The Heat of the Sun

The Heat of the Sun by David Rain Page B

Book: The Heat of the Sun by David Rain Read Free Book Online
Authors: David Rain
sitting beside me, seemed unamused. He twisted his
hands. During ‘Three Little Maids from School’ he bolted from his seat. I found him in an alley outside, pale and shaking, but when I asked him if he were sick he shook his head almost
angrily and demanded that we find a drink, another drink.
    Ships – two of them, far apart – laboured blackly against the grey horizon. To my relief, Trouble brightened. ‘Guess what the fortune-teller said? I’ll become a gentleman
of great importance and marry an exotic beauty. That would have to be Louise Brooks, wouldn’t it?’
    That evening I was meeting ’Gustus Le Vol at Benedict’s, a Village diner much favoured among Aunt Toolie’s crowd. I had been surprised to hear from Le Vol;
since leaving Blaze he had been out west and had written to me seldom. I wondered if we still had anything in common.
    It was a Friday, and Benedict’s – ‘Eggs’, as we called it – was crowded: the usual mixture of college students, writers, artists, and general riffraff, eager for
their steak or eggs or goulash washed down with bitter coffee, before they jangled out into the night, ready for pleasures of a less innocent kind.
    A hand waved to me from a rickety table.

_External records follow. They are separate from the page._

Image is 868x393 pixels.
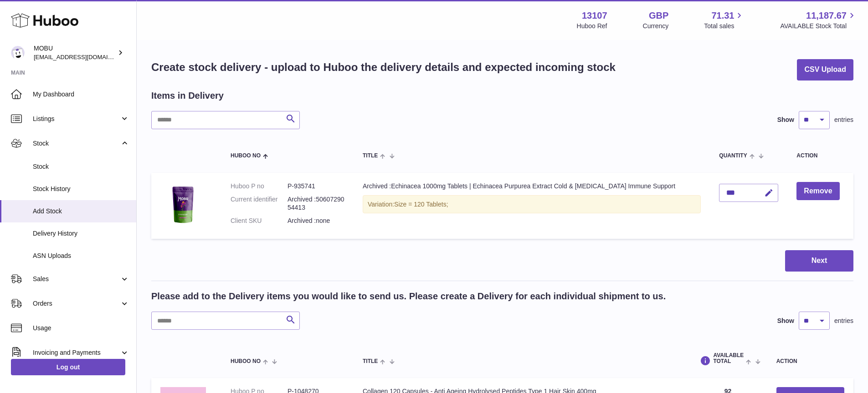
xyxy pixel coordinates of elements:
[796,153,844,159] div: Action
[711,10,734,22] span: 71.31
[834,317,854,326] span: entries
[777,317,794,326] label: Show
[704,22,745,31] span: Total sales
[151,90,223,102] h2: Items in Delivery
[777,116,794,124] label: Show
[33,300,120,308] span: Orders
[363,195,701,214] div: Variation:
[151,60,616,75] h1: Create stock delivery - upload to Huboo the delivery details and expected incoming stock
[287,217,345,225] dd: Archived :none
[160,182,206,227] img: Archived :Echinacea 1000mg Tablets | Echinacea Purpurea Extract Cold & Flu Immune Support
[33,115,120,123] span: Listings
[576,22,607,31] div: Huboo Ref
[33,275,120,283] span: Sales
[231,359,261,365] span: Huboo no
[582,10,607,22] strong: 13107
[834,116,854,124] span: entries
[287,195,345,212] dd: Archived :5060729054413
[33,162,130,171] span: Stock
[780,22,857,31] span: AVAILABLE Stock Total
[776,359,844,365] div: Action
[33,348,120,357] span: Invoicing and Payments
[33,185,130,193] span: Stock History
[394,201,448,208] span: Size = 120 Tablets;
[33,207,130,215] span: Add Stock
[713,353,743,365] span: AVAILABLE Total
[33,324,130,333] span: Usage
[151,291,666,303] h2: Please add to the Delivery items you would like to send us. Please create a Delivery for each ind...
[231,195,287,212] dt: Current identifier
[231,153,261,159] span: Huboo no
[797,59,854,81] button: CSV Upload
[780,10,857,31] a: 11,187.67 AVAILABLE Stock Total
[649,10,668,22] strong: GBP
[231,217,287,225] dt: Client SKU
[719,153,747,159] span: Quantity
[363,359,378,365] span: Title
[354,173,710,240] td: Archived :Echinacea 1000mg Tablets | Echinacea Purpurea Extract Cold & [MEDICAL_DATA] Immune Support
[11,359,125,376] a: Log out
[287,182,345,191] dd: P-935741
[33,252,130,261] span: ASN Uploads
[785,250,854,271] button: Next
[11,46,25,60] img: mo@mobu.co.uk
[34,53,134,61] span: [EMAIL_ADDRESS][DOMAIN_NAME]
[33,229,130,238] span: Delivery History
[231,182,287,191] dt: Huboo P no
[806,10,846,22] span: 11,187.67
[704,10,745,31] a: 71.31 Total sales
[34,44,116,61] div: MOBU
[363,153,378,159] span: Title
[33,90,130,99] span: My Dashboard
[643,22,669,31] div: Currency
[796,182,839,201] button: Remove
[33,139,120,148] span: Stock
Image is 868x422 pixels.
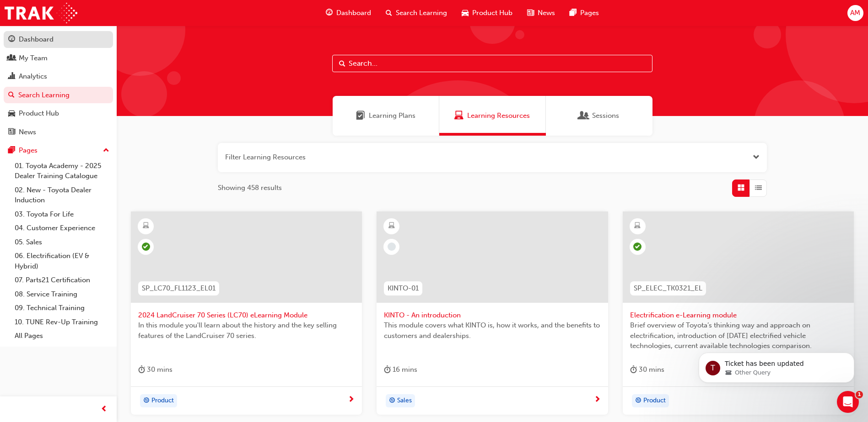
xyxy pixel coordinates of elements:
[339,59,345,69] span: Search
[462,7,468,19] span: car-icon
[319,4,378,22] a: guage-iconDashboard
[389,395,395,407] span: target-icon
[4,68,113,85] a: Analytics
[9,91,15,100] span: search-icon
[19,53,47,63] div: My Team
[333,96,439,136] a: Learning PlansLearning Plans
[9,36,15,44] span: guage-icon
[633,243,641,251] span: learningRecordVerb_COMPLETE-icon
[856,391,863,399] span: 1
[11,329,113,343] a: All Pages
[347,396,354,404] span: next-icon
[592,111,619,121] span: Sessions
[634,220,641,232] span: learningResourceType_ELEARNING-icon
[377,212,607,415] a: KINTO-01KINTO - An introductionThis module covers what KINTO is, how it works, and the benefits t...
[11,315,113,329] a: 10. TUNE Rev-Up Training
[634,284,702,294] span: SP_ELEC_TK0321_EL
[388,220,395,232] span: learningResourceType_ELEARNING-icon
[755,183,761,193] span: List
[4,87,113,104] a: Search Learning
[19,34,53,45] div: Dashboard
[337,8,371,19] span: Dashboard
[593,396,600,404] span: next-icon
[4,142,113,159] button: Pages
[4,49,113,66] a: My Team
[11,207,113,222] a: 03. Toyota For Life
[11,249,113,274] a: 06. Electrification (EV & Hybrid)
[630,364,665,376] div: 30 mins
[11,288,113,301] a: 08. Service Training
[9,147,15,155] span: pages-icon
[520,4,562,22] a: news-iconNews
[527,7,534,19] span: news-icon
[388,243,395,251] span: learningRecordVerb_NONE-icon
[326,7,333,19] span: guage-icon
[850,8,860,19] span: AM
[737,183,744,193] span: Grid
[9,128,15,137] span: news-icon
[11,236,113,250] a: 05. Sales
[19,145,37,156] div: Pages
[142,220,149,232] span: learningResourceType_ELEARNING-icon
[439,96,545,136] a: Learning ResourcesLearning Resources
[467,111,530,121] span: Learning Resources
[5,3,77,23] img: Trak
[384,364,391,376] span: duration-icon
[579,111,588,121] span: Sessions
[562,4,606,22] a: pages-iconPages
[378,4,454,22] a: search-iconSearch Learning
[142,284,215,294] span: SP_LC70_FL1123_EL01
[384,320,600,341] span: This module covers what KINTO is, how it works, and the benefits to customers and dealerships.
[142,243,150,251] span: learningRecordVerb_PASS-icon
[545,96,652,136] a: SessionsSessions
[836,391,859,413] iframe: Intercom live chat
[152,396,174,407] span: Product
[9,54,15,63] span: people-icon
[11,221,113,236] a: 04. Customer Experience
[643,396,665,407] span: Product
[630,320,846,352] span: Brief overview of Toyota’s thinking way and approach on electrification, introduction of [DATE] e...
[685,334,868,397] iframe: Intercom notifications message
[384,310,600,321] span: KINTO - An introduction
[388,284,419,294] span: KINTO-01
[454,4,520,22] a: car-iconProduct Hub
[103,145,109,157] span: up-icon
[9,73,15,81] span: chart-icon
[4,124,113,141] a: News
[635,395,641,407] span: target-icon
[4,105,113,122] a: Product Hub
[19,108,59,119] div: Product Hub
[569,7,576,19] span: pages-icon
[397,396,412,407] span: Sales
[753,152,760,162] button: Open the filter
[19,71,47,82] div: Analytics
[847,5,863,21] button: AM
[138,310,354,321] span: 2024 LandCruiser 70 Series (LC70) eLearning Module
[369,111,415,121] span: Learning Plans
[217,183,282,193] span: Showing 458 results
[395,8,447,19] span: Search Learning
[138,320,354,341] span: In this module you'll learn about the history and the key selling features of the LandCruiser 70 ...
[4,31,113,48] a: Dashboard
[9,110,15,118] span: car-icon
[138,364,145,376] span: duration-icon
[472,8,512,19] span: Product Hub
[385,7,392,19] span: search-icon
[623,212,853,415] a: SP_ELEC_TK0321_ELElectrification e-Learning moduleBrief overview of Toyota’s thinking way and app...
[4,29,113,142] button: DashboardMy TeamAnalyticsSearch LearningProduct HubNews
[101,404,108,415] span: prev-icon
[630,364,637,376] span: duration-icon
[356,111,365,121] span: Learning Plans
[11,159,113,183] a: 01. Toyota Academy - 2025 Dealer Training Catalogue
[11,183,113,207] a: 02. New - Toyota Dealer Induction
[384,364,417,376] div: 16 mins
[538,8,555,19] span: News
[143,395,149,407] span: target-icon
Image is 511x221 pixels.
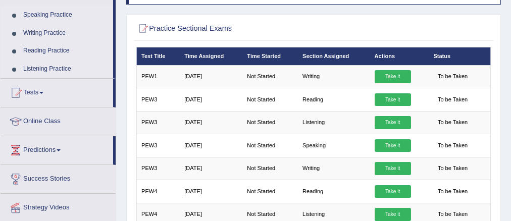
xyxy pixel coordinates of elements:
span: To be Taken [433,162,472,175]
a: Reading Practice [19,42,113,60]
td: Writing [298,65,370,88]
td: Not Started [242,157,298,180]
a: Take it [375,93,411,107]
td: Listening [298,111,370,134]
a: Take it [375,70,411,83]
span: To be Taken [433,139,472,153]
td: [DATE] [180,134,242,157]
td: Reading [298,88,370,111]
td: Not Started [242,134,298,157]
h2: Practice Sectional Exams [136,22,357,35]
a: Take it [375,185,411,199]
a: Take it [375,208,411,221]
a: Writing Practice [19,24,113,42]
a: Predictions [1,136,113,162]
th: Actions [370,47,429,65]
td: PEW3 [136,88,180,111]
a: Take it [375,139,411,153]
a: Listening Practice [19,60,113,78]
a: Take it [375,162,411,175]
td: Not Started [242,65,298,88]
td: Writing [298,157,370,180]
td: PEW1 [136,65,180,88]
span: To be Taken [433,185,472,199]
td: Not Started [242,180,298,203]
th: Time Assigned [180,47,242,65]
td: [DATE] [180,111,242,134]
td: [DATE] [180,157,242,180]
td: PEW4 [136,180,180,203]
th: Status [429,47,491,65]
th: Test Title [136,47,180,65]
td: Reading [298,180,370,203]
td: Speaking [298,134,370,157]
td: [DATE] [180,88,242,111]
th: Time Started [242,47,298,65]
td: PEW3 [136,134,180,157]
a: Online Class [1,108,116,133]
td: PEW3 [136,111,180,134]
td: PEW3 [136,157,180,180]
td: [DATE] [180,180,242,203]
a: Strategy Videos [1,194,116,219]
span: To be Taken [433,93,472,107]
span: To be Taken [433,116,472,129]
span: To be Taken [433,70,472,83]
span: To be Taken [433,208,472,221]
td: Not Started [242,111,298,134]
a: Success Stories [1,165,116,190]
td: Not Started [242,88,298,111]
a: Tests [1,79,113,104]
a: Take it [375,116,411,129]
td: [DATE] [180,65,242,88]
th: Section Assigned [298,47,370,65]
a: Speaking Practice [19,6,113,24]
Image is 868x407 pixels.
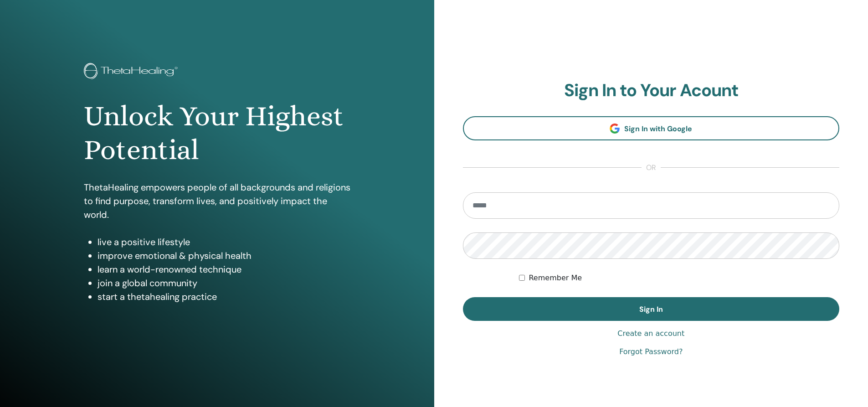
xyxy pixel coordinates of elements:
[639,305,663,314] span: Sign In
[624,124,692,133] span: Sign In with Google
[617,328,684,339] a: Create an account
[97,276,350,290] li: join a global community
[463,297,839,321] button: Sign In
[97,235,350,249] li: live a positive lifestyle
[519,272,839,283] div: Keep me authenticated indefinitely or until I manually logout
[84,180,350,222] p: ThetaHealing empowers people of all backgrounds and religions to find purpose, transform lives, a...
[619,346,682,357] a: Forgot Password?
[463,116,839,140] a: Sign In with Google
[97,249,350,263] li: improve emotional & physical health
[84,99,350,167] h1: Unlock Your Highest Potential
[97,290,350,303] li: start a thetahealing practice
[97,263,350,276] li: learn a world-renowned technique
[463,80,839,101] h2: Sign In to Your Acount
[529,272,582,283] label: Remember Me
[641,162,661,173] span: or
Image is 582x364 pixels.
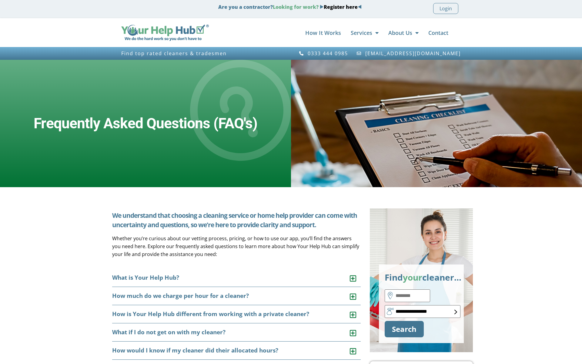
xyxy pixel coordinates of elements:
span: your [403,271,422,283]
nav: Menu [215,27,448,39]
a: How much do we charge per hour for a cleaner? [112,292,249,300]
img: Blue Arrow - Left [358,5,362,9]
a: Register here [324,4,358,10]
a: How is Your Help Hub different from working with a private cleaner? [112,310,309,318]
div: How would I know if my cleaner did their allocated hours? [112,341,361,360]
span: 0333 444 0985 [306,51,348,56]
div: What if I do not get on with my cleaner? [112,323,361,341]
a: 0333 444 0985 [299,51,348,56]
p: Find cleaner… [385,270,458,284]
span: [EMAIL_ADDRESS][DOMAIN_NAME] [364,51,461,56]
a: What is Your Help Hub? [112,273,179,281]
a: Services [351,27,379,39]
div: How much do we charge per hour for a cleaner? [112,287,361,305]
a: Login [433,3,458,14]
h3: Find top rated cleaners & tradesmen [121,51,288,56]
a: How It Works [305,27,341,39]
div: How is Your Help Hub different from working with a private cleaner? [112,305,361,323]
img: Blue Arrow - Right [320,5,324,9]
span: Looking for work? [273,4,319,10]
h5: We understand that choosing a cleaning service or home help provider can come with uncertainty an... [112,211,361,230]
p: Whether you’re curious about our vetting process, pricing, or how to use our app, you’ll find the... [112,234,361,258]
a: [EMAIL_ADDRESS][DOMAIN_NAME] [357,51,461,56]
a: What if I do not get on with my cleaner? [112,328,226,336]
div: What is Your Help Hub? [112,269,361,287]
h2: Frequently Asked Questions (FAQ's) [34,115,257,132]
button: Search [385,321,424,337]
span: Login [440,5,452,12]
img: Your Help Hub Wide Logo [121,25,209,41]
a: About Us [388,27,419,39]
img: FAQs - select box form [455,310,457,314]
a: How would I know if my cleaner did their allocated hours? [112,346,278,354]
a: Contact [428,27,448,39]
strong: Are you a contractor? [218,4,362,10]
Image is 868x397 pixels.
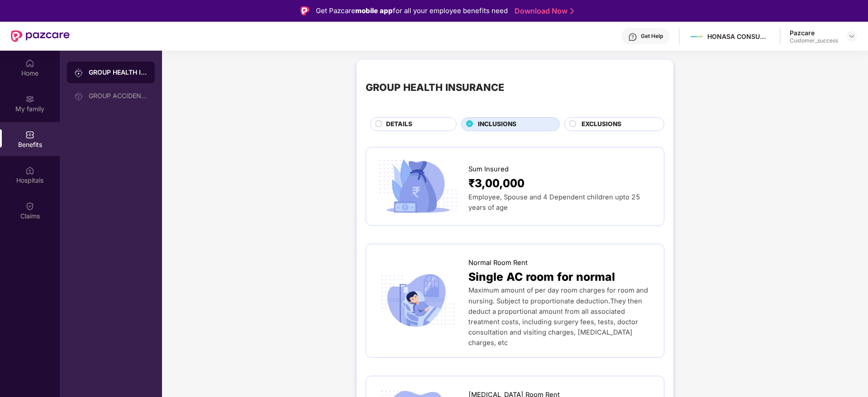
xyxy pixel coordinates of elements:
span: DETAILS [386,119,412,129]
img: svg+xml;base64,PHN2ZyB3aWR0aD0iMjAiIGhlaWdodD0iMjAiIHZpZXdCb3g9IjAgMCAyMCAyMCIgZmlsbD0ibm9uZSIgeG... [74,68,83,78]
div: GROUP HEALTH INSURANCE [89,68,147,77]
img: svg+xml;base64,PHN2ZyBpZD0iQmVuZWZpdHMiIHhtbG5zPSJodHRwOi8vd3d3LnczLm9yZy8yMDAwL3N2ZyIgd2lkdGg9Ij... [25,130,34,139]
div: HONASA CONSUMER LIMITED [707,32,771,41]
img: icon [375,271,460,330]
div: GROUP ACCIDENTAL INSURANCE [89,92,147,100]
div: Get Pazcare for all your employee benefits need [316,5,507,16]
img: svg+xml;base64,PHN2ZyBpZD0iSG9zcGl0YWxzIiB4bWxucz0iaHR0cDovL3d3dy53My5vcmcvMjAwMC9zdmciIHdpZHRoPS... [25,166,34,175]
img: svg+xml;base64,PHN2ZyB3aWR0aD0iMjAiIGhlaWdodD0iMjAiIHZpZXdCb3g9IjAgMCAyMCAyMCIgZmlsbD0ibm9uZSIgeG... [74,92,83,101]
span: Employee, Spouse and 4 Dependent children upto 25 years of age [468,193,640,211]
div: GROUP HEALTH INSURANCE [366,79,504,95]
span: EXCLUSIONS [581,119,621,129]
span: INCLUSIONS [478,119,517,129]
span: Normal Room Rent [468,258,528,268]
span: Sum Insured [468,164,509,175]
div: Customer_success [790,37,838,45]
span: Maximum amount of per day room charges for room and nursing. Subject to proportionate deduction.T... [468,286,648,346]
img: svg+xml;base64,PHN2ZyBpZD0iRHJvcGRvd24tMzJ4MzIiIHhtbG5zPSJodHRwOi8vd3d3LnczLm9yZy8yMDAwL3N2ZyIgd2... [848,32,855,40]
img: New Pazcare Logo [11,31,70,42]
div: Pazcare [790,29,838,37]
img: svg+xml;base64,PHN2ZyBpZD0iQ2xhaW0iIHhtbG5zPSJodHRwOi8vd3d3LnczLm9yZy8yMDAwL3N2ZyIgd2lkdGg9IjIwIi... [25,202,34,211]
span: Single AC room for normal [468,268,615,286]
img: svg+xml;base64,PHN2ZyBpZD0iSGVscC0zMngzMiIgeG1sbnM9Imh0dHA6Ly93d3cudzMub3JnLzIwMDAvc3ZnIiB3aWR0aD... [628,32,637,42]
div: Get Help [641,32,663,40]
img: svg+xml;base64,PHN2ZyB3aWR0aD0iMjAiIGhlaWdodD0iMjAiIHZpZXdCb3g9IjAgMCAyMCAyMCIgZmlsbD0ibm9uZSIgeG... [25,95,34,103]
img: icon [375,156,460,216]
img: Logo [300,6,309,15]
span: ₹3,00,000 [468,175,524,192]
a: Download Now [515,6,571,16]
img: svg+xml;base64,PHN2ZyBpZD0iSG9tZSIgeG1sbnM9Imh0dHA6Ly93d3cudzMub3JnLzIwMDAvc3ZnIiB3aWR0aD0iMjAiIG... [25,59,34,68]
img: Stroke [570,6,574,16]
strong: mobile app [355,6,392,15]
img: Mamaearth%20Logo.jpg [690,30,703,43]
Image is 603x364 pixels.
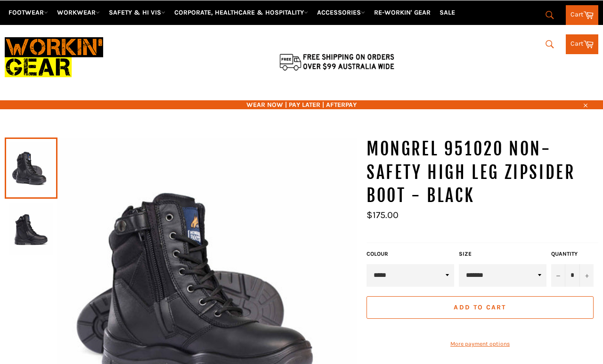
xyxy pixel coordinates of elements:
[566,35,598,54] a: Cart
[579,264,593,287] button: Increase item quantity by one
[366,209,398,221] span: $175.00
[551,250,593,258] label: Quantity
[313,4,369,21] a: ACCESSORIES
[459,250,546,258] label: Size
[566,5,598,25] a: Cart
[5,100,598,109] span: WEAR NOW | PAY LATER | AFTERPAY
[551,264,565,287] button: Reduce item quantity by one
[278,52,396,71] img: Flat $9.95 shipping Australia wide
[5,31,103,84] img: Workin Gear leaders in Workwear, Safety Boots, PPE, Uniforms. Australia's No.1 in Workwear
[366,138,598,208] h1: MONGREL 951020 Non-Safety High Leg Zipsider Boot - Black
[53,4,103,21] a: WORKWEAR
[5,4,52,21] a: FOOTWEAR
[366,250,454,258] label: COLOUR
[366,296,593,319] button: Add to Cart
[366,340,593,348] a: More payment options
[453,303,506,312] span: Add to Cart
[370,4,434,21] a: RE-WORKIN' GEAR
[436,4,459,21] a: SALE
[171,4,312,21] a: CORPORATE, HEALTHCARE & HOSPITALITY
[9,204,53,255] img: MONGREL 951020 Non-Safety High Leg Zipsider Boot - Black - Workin' Gear
[105,4,169,21] a: SAFETY & HI VIS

Le Vol was hemmed in on all sides. The editorial committee from a magazine called Explosion! was meeting close by, arguing over its latest
manifesto; at the next table, a bushy-bearded mesmerist leaned forward lasciviously, caressing the hand of a fey-looking girl; behind them, a party of tarts caroused so loudly that one suspected
their coffee had been supplemented with the contents of an illicit flask.
    Le Vol stood and shook my hand. He had barely changed. Le Vol as a man was Le Vol as a boy, only more so: coily red hair coilier and redder, long limbs longer, frayed cuffs more frayed.
    He asked me if we couldn’t go somewhere else. ‘I was hoping for a quiet talk.’
    ‘We will. First, eat! I’m starving, aren’t you?’
    ‘New York City’s a bit much for me, I suppose. Too big. Too crowded.’
    ‘Where is it you’ve been – Wisconsin, Wyoming?’
    A waiter plunked down dog-eared menus. Le Vol, packing his pipe, barely glanced at his; I knew what I wanted already and he said impatiently that he would have the same. ‘The thing
is’ – he rushed on – ‘I met Morrison Reeves in Cody. Can you believe it?’
    I had no idea who he meant.
    ‘What Reeves taught me, it’s amazing! He’s been working on a big project for years, documenting conditions of life and labour throughout the western states. Men laying
railroads. Men working land. Men building dams. And I was his assistant – me!’ cried Le Vol. ‘What Reeves doesn’t know about pictures, it’s not worth
knowing.’
    Reeves? Now I remembered: the socialist photographer. A magazine I wrote for had reviewed one of his exhibitions a few months before. Excitedly Le Vol reached into a satchel, drew out a manila
folder, and fanned gleaming black-and-white eight-by-tens across the table. I glimpsed stubbled, ugly faces, pickaxes swinging, dirt roads fading into long perspectives.
    He lit his pipe. ‘How you can live in this rabbit warren, I don’t know. Life out west’s hard, but it’s real.’ He riffled through the pictures, showing me a forest,
a lake, a mountain range. ‘And the space! Wind in your hair. Pastures rolling for ever. The smell of pines, thick and resinous. There’s a world out there, Sharpless. It’s big.
It’s frightening. But beautiful too.’
    I praised the pictures, and meant it. ‘Reeves is really something.’
    ‘Reeves?’ said Le Vol. ‘These are mine.’
    His eyes grew bigger and he leaned across the table. ‘Reeves gave me an introduction to his publishers. That’s where I’ve just been. They want me to do my own book, can you
believe it? The Wild West Today – oh, it’ll be wonderful, the things to see, the places to go! I’ve an old Model T back in Buffalo. That’ll be my covered wagon.